Ukraine War ‘Absolutely Accelerating’ End of Fossil Fuels
Frances Martel
Far-left Canadian Prime Minister Justin Trudeau told the audience at a climate change event on Tuesday that he believed the escalation of the Russian invasion of Ukraine was “accelerating” the “energy transition” away from fossil fuels and towards a zero-carbon electric grid.
Trudeau asserted that Europe’s heavy reliance on Russian oil and natural gas clearly endangered the continent and positions countries like Canada, with its own abundant natural resources, to usurp the dominance that tyrannies like Russia and China have taken in both fossil fuels and industries such as rare-earth metals, used for many of the products necessary for a “green” economy.
Russia first invaded Ukraine in 2014, a year before Trudeau became prime minister, and colonized its Crimean peninsula. The world reacted to the first eight years of war in Ukraine with marked apathy before this February, when Russian leader Vladimir Putin announced a “special operation” to “liberate” the entire country from “Nazism.” Ukrainian President Volodymyr Zelensky, who is Jewish, has vehemently denied that he and his government, once derided as “pro-Russian,” was “Nazi” and regularly urges the world to fund and arm Kyiv.
After the Ukraine war became a popular conversation topic in February, Trudeau became one of Zelensky’s most vocal supporters, visiting Ukraine himself in May.
Elsewhere in the climate conversation on Tuesday – held at the Canadian Climate Institute – Trudeau insisted that the idea that climate change is both real and a matter to be dealt with through heavy-handed government intervention was “no longer a political debate” in Canada and lamented that climate believers spent “a lot of time talking about … the challenge of fighting climate change” without highlighting “the opportunities.”
Trudeau made the remarks in a discussion hosted by Bloomberg’s Akshat Rathi, host of the “Zero” podcast.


Look for the string "cart" in the material below. Copy every line where you find it.

:: DATASET EXCERPTS ::
◆ ◆ ◆ ◆

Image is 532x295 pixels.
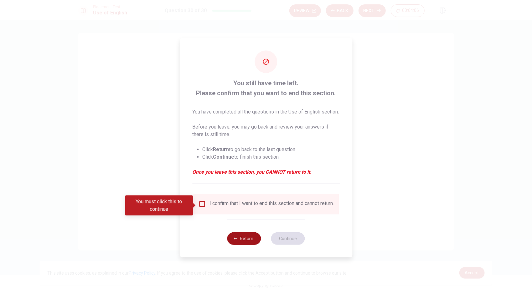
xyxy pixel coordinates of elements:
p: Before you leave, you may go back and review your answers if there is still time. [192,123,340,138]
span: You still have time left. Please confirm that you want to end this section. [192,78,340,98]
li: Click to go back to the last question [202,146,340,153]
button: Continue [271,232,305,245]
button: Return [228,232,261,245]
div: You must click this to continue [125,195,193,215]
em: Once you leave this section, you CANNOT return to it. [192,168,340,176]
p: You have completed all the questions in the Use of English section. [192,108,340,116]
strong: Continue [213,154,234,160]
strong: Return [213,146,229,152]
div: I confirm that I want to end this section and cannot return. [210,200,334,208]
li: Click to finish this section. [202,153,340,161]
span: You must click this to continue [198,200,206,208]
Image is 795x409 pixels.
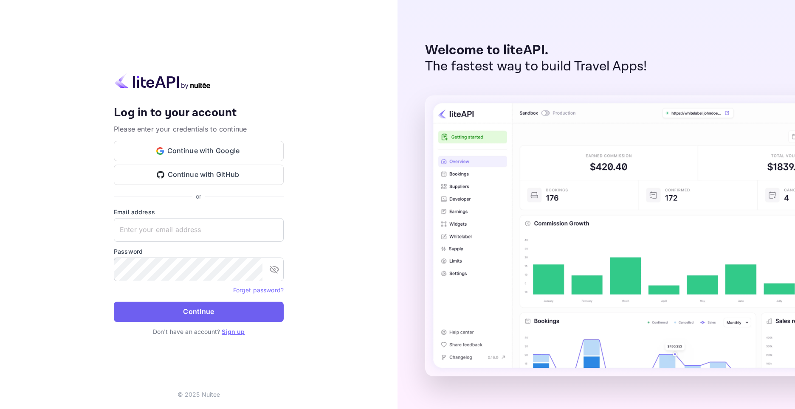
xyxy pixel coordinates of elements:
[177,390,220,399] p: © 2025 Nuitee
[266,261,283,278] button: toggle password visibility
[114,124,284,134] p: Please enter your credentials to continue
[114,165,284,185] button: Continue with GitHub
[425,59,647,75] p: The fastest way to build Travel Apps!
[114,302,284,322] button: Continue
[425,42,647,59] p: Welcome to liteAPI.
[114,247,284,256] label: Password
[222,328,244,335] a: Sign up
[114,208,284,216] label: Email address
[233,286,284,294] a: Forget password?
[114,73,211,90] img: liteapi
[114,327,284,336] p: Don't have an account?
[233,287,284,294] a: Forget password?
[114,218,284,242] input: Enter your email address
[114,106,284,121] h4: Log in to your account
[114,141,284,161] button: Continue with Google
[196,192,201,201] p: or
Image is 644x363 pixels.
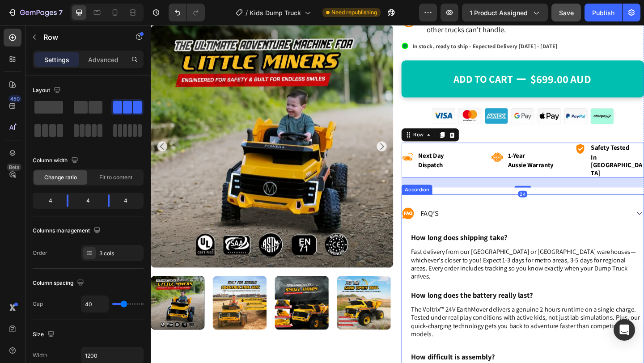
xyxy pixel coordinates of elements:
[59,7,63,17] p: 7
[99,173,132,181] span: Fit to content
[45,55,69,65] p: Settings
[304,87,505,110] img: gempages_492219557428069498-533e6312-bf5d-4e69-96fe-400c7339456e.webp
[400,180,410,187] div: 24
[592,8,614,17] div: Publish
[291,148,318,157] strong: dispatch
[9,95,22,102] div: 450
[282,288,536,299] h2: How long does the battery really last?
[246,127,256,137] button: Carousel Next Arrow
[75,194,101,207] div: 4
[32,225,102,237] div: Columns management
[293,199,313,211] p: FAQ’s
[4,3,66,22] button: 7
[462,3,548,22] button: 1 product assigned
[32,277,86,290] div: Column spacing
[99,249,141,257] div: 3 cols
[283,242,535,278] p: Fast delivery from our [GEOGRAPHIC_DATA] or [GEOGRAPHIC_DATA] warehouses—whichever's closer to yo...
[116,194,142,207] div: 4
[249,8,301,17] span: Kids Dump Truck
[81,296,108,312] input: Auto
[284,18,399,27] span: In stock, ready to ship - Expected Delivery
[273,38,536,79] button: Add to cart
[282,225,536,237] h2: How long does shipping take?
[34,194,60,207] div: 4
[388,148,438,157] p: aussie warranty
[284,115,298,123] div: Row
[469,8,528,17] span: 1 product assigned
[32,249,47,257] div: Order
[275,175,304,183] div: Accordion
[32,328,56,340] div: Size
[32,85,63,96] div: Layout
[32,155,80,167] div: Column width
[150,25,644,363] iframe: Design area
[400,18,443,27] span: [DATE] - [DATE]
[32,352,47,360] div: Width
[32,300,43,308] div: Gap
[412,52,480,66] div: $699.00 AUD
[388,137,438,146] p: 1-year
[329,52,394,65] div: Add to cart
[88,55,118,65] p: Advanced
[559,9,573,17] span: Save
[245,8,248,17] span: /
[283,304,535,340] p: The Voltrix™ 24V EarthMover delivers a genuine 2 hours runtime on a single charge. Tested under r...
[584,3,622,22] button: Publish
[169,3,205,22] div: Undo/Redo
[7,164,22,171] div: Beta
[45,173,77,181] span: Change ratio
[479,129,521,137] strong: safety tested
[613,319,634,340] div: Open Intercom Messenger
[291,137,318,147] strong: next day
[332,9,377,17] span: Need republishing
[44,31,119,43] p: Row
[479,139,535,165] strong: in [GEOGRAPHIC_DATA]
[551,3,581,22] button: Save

◆ ◆ ◆ ◆

:: ANSWER TO THE PROBLEM ::
[273,38,536,79] button: Add to cart
[329,52,394,65] div: Add to cart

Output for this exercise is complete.